Extracted records:
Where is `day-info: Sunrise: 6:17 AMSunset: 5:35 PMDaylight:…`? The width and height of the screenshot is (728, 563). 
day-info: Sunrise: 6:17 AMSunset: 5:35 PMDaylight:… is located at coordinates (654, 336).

* * *

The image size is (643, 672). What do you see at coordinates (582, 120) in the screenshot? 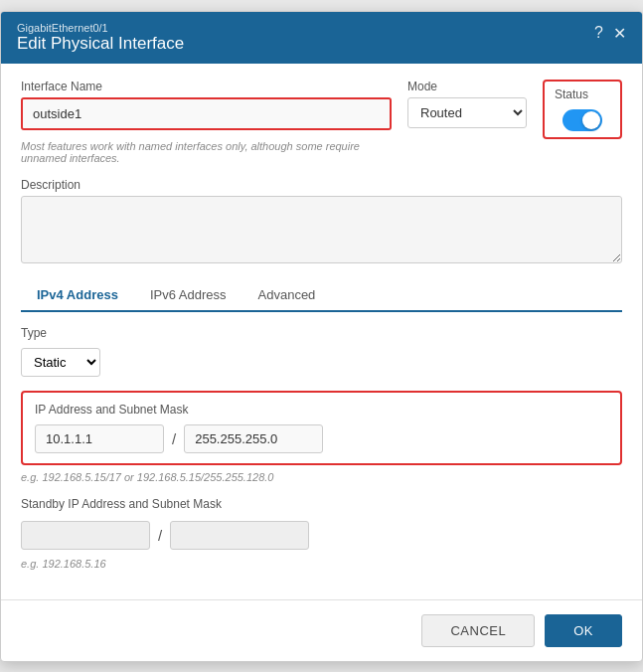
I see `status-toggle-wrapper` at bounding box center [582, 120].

...

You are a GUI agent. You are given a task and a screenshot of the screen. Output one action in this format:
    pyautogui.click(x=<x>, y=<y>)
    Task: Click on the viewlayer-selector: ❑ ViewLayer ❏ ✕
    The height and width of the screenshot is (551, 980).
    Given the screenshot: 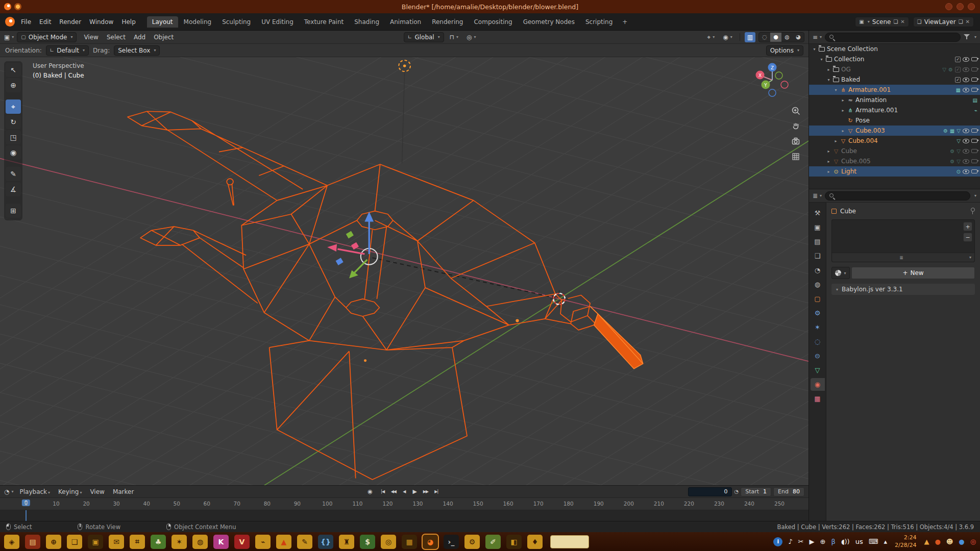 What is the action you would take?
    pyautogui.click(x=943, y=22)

Exercise requirements:
Everything above from the line containing "You are a GUI" down to the line containing "The height and" is to be transcribed exactly, with both of those lines included and nothing else added.

Reply:
You are a GUI agent. You are given a task and a screenshot of the screen. Output one action in this format:
    pyautogui.click(x=<x>, y=<y>)
    Task: Click on the viewlayer-selector: ❑ ViewLayer ❏ ✕
    The height and width of the screenshot is (551, 980).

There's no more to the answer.